Editor’s Note: The Albumism staff have selected what we believe to be the 100 Most Dynamic Debut Albums Ever Made, representing a varied cross-section of genres, styles and time periods. Click “Next Album” below to explore each album or view the full album index here.
SHEENA EASTON | Take My Time
EMI (1981) | Listen Below
Selected by Quentin Harrison
Scottish chanteuse Sheena Easton first came to public notice with her appearance on the BBC television program The Big Time. The show followed Easton, an aspiring university student (and vocalist), attempting to net a recording contract from EMI, which she did. The subsequent recording that came out of this was Take My Time, piloted by Christopher Neil. It hit shop shelves at the top of 1981 in the U.K.― America followed not long after, though it was retitled here as Sheena Easton.

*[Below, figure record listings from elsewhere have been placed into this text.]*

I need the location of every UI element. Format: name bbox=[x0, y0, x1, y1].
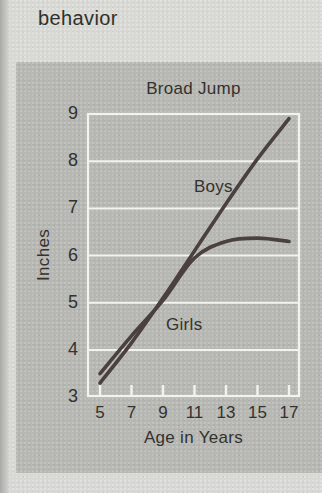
x-tick-label-9: 9 bbox=[158, 403, 167, 423]
y-tick-label-7: 7 bbox=[68, 197, 78, 218]
x-axis-tick-labels: 57911131517 bbox=[0, 403, 322, 425]
series-label-girls: Girls bbox=[166, 315, 202, 335]
x-tick-label-13: 13 bbox=[217, 403, 236, 423]
x-tick-label-15: 15 bbox=[248, 403, 267, 423]
textbook-page: behavior Broad Jump Inches 9876543 Boys … bbox=[0, 0, 322, 493]
y-tick-label-4: 4 bbox=[68, 339, 78, 360]
plot-area: Boys Girls bbox=[87, 113, 300, 397]
x-axis-title: Age in Years bbox=[87, 428, 300, 448]
chart-title: Broad Jump bbox=[87, 79, 300, 99]
y-tick-label-8: 8 bbox=[68, 150, 78, 171]
x-tick-label-5: 5 bbox=[95, 403, 104, 423]
x-tick-label-17: 17 bbox=[280, 403, 299, 423]
y-tick-label-9: 9 bbox=[68, 103, 78, 124]
plot-canvas bbox=[87, 113, 300, 397]
curve-girls bbox=[100, 238, 289, 373]
x-tick-label-11: 11 bbox=[186, 403, 204, 423]
x-tick-label-7: 7 bbox=[127, 403, 136, 423]
series-label-boys: Boys bbox=[194, 177, 233, 197]
curve-boys bbox=[100, 119, 289, 383]
y-tick-label-6: 6 bbox=[68, 245, 78, 266]
y-tick-label-5: 5 bbox=[68, 292, 78, 313]
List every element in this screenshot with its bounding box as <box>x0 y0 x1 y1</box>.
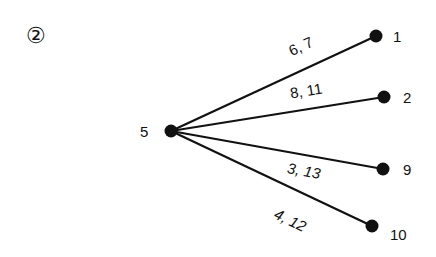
edge-label-9: 3, 13 <box>286 159 322 182</box>
node-9-label: 9 <box>403 161 411 178</box>
edge-5-1 <box>171 36 376 131</box>
edge-5-2 <box>171 97 384 131</box>
edge-label-1: 6, 7 <box>286 33 316 59</box>
node-10-dot <box>366 220 379 233</box>
root-node-label: 5 <box>140 123 148 140</box>
edge-5-10 <box>171 131 372 226</box>
node-10-label: 10 <box>390 226 407 243</box>
figure-marker: ② <box>26 23 46 48</box>
node-9-dot <box>377 163 390 176</box>
node-1-label: 1 <box>393 28 401 45</box>
root-node-dot <box>165 125 178 138</box>
edge-5-9 <box>171 131 383 169</box>
edge-label-10: 4, 12 <box>272 205 310 235</box>
edge-label-2: 8, 11 <box>289 80 324 102</box>
tree-diagram: ② 6, 78, 113, 134, 12 12910 5 <box>0 0 436 257</box>
node-2-label: 2 <box>403 89 411 106</box>
node-1-dot <box>370 30 383 43</box>
node-2-dot <box>378 91 391 104</box>
edges-group: 6, 78, 113, 134, 12 <box>171 33 384 235</box>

Easton worked within a similar vein to her predecessors Olivia Newton-John, Linda Ronstadt and Karen Carpenter, women that had made names for themselves by fearlessly recording in varying sonics at different points in their respective careers. And like them, Easton possessed a voice that could tackle anything. But, unlike those women, Take My Time staged itself as an enterprising sound collage where all of her artistic dabbling transpired in one space, not just on a handful of tracks.
There were the album's record-breaking singles of course, “Modern Girl” and “9 to 5 (Morning Train).” Both yielded a bit of danceable rock swing that played complementary to the light radio R&B of “So Much in Love,” the ballsy bar rock stunner “Prisoner” and the delicate, airy sweep of “Calm Before the Storm.” Take My Time, an expertly crafted, exquisitely sung pop debut made Easton a swift power player in the pop pantheon of the aforementioned Newton-John, Ronstadt and Carpenter.